Say that you suddenly wake up in the year 1875. You end up talking to someone and you want to convince them that you’re from the future. How do you do that?
Say that you suddenly wake up in the year 1875. You end up talking to someone and you want to convince them that you’re from the future. How do you do that?
First I tell them the proof to Fermat’s theorem.
(For those who aren’t familiar with it: it originates from 1637, but nobody in the world was able to prove it until 1994. Therefore it was known among scientists and scholars in all the world during these centuries as one of the greatest riddles in history)
I get world famous, instantly, with newspaper headlines everywhere.
Mathematicians in all countries are able to verify my words, so I gain endless credibility, and I can travel to all kinds of places where they want to hear me speak etc.
A little bit later they will find out that I am not that good at math. Well, not bad, but not good enough by far to find that proof. So there is the next riddle about me.
Then I can tell that I am from the future. And since I have gained credibility before, they are going to listen now.
This is one of the few answers that would actually work without you being thrown in a mental asylum. You get into any university, ask to get the math/physics teachers together and present it to them, this certainly will start a chain reaction.
To add something to that, after you’ve been “busted”, adding “in the timeline or universe I’m from, it’s been proven by Andrew Wiles in 1994”
The demonstration of the proof is actually incredibility complicated. You’d need to develop many new concepts of mathematics (all requiring proper proofs and getting your new contemporaries to agree with you) before you can preform it.
All without the use of a electronic calculator and modern computer graphing and visualization techniques.
I’m not convinced its actually feasible… You’d be recognized as one of the greatest mathematicians of all time from all the new concepts you’ve introduced, not just the proof for Fermat’s last theorem. I’d pick something else. Like predicting an earthquake or something.
Do you know the proof by heart? Would you be able to recite it like that?
It was purely a theoretical question, wasn’t it :)
No, the question was “How do you [prove that your from the future]?” You laid out a scheme, which you are likely not capable of doing, especially because you missed the bit about the terrifying complexity of that particular proof.
So I guess, if you take this seriously, you better start preparing.
Don’t get it twisted. I’m not taking the question any more seriously than anyone else in this thread (including you).
The flaw in the logic of your plan didn’t require any serious analysis. If you think it did, then “Thanks for the compliment, I guess.”
But how would you get a job without your social security number? /s (sorry, from another thread that someone took too seriously)
With a theoretical “suddenly”, so no time to cram knowledge in prep. In my reading of it, at least.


▸ **What you should do**
Produce as output only the lines below starting at the line with "The image size is (889, 424)." and continuing through the line with "Image resolution: width=946", each one exactly as written.

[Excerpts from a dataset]
-- Opening Marker --

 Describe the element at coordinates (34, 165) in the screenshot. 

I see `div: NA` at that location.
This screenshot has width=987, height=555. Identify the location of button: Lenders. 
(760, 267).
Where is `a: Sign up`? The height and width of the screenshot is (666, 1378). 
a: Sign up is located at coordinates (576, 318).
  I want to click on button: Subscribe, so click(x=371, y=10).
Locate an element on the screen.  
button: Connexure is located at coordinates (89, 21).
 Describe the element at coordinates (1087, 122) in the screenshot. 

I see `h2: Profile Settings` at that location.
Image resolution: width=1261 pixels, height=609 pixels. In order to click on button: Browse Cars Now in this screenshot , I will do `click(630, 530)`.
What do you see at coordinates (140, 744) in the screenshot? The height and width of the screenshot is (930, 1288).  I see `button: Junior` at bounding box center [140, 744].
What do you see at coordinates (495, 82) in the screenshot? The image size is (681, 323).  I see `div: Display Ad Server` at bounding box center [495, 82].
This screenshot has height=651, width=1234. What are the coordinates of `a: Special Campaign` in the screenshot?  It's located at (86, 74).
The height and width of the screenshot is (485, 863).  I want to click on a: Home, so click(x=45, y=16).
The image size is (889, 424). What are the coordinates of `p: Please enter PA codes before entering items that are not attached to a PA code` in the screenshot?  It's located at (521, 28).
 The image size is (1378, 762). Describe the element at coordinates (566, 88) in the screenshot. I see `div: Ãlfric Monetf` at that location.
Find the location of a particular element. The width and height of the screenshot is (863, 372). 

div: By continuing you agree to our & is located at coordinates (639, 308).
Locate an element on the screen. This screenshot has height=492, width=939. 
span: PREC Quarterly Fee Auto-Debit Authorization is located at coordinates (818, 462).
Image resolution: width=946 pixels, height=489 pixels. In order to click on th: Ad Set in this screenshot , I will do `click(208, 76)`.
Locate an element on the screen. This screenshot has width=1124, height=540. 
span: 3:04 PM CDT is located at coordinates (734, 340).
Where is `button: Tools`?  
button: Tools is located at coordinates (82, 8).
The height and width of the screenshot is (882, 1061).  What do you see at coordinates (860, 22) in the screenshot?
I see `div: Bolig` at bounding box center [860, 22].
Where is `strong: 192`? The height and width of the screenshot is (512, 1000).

-- Closing Marker --

▸ **Completed task**
The image size is (889, 424). What are the coordinates of `p: Please enter PA codes before entering items that are not attached to a PA code` in the screenshot?  It's located at (521, 28).
 The image size is (1378, 762). Describe the element at coordinates (566, 88) in the screenshot. I see `div: Ãlfric Monetf` at that location.
Find the location of a particular element. The width and height of the screenshot is (863, 372). 

div: By continuing you agree to our & is located at coordinates (639, 308).
Locate an element on the screen. This screenshot has height=492, width=939. 
span: PREC Quarterly Fee Auto-Debit Authorization is located at coordinates (818, 462).
Image resolution: width=946 pixels, height=489 pixels. In order to click on th: Ad Set in this screenshot , I will do `click(208, 76)`.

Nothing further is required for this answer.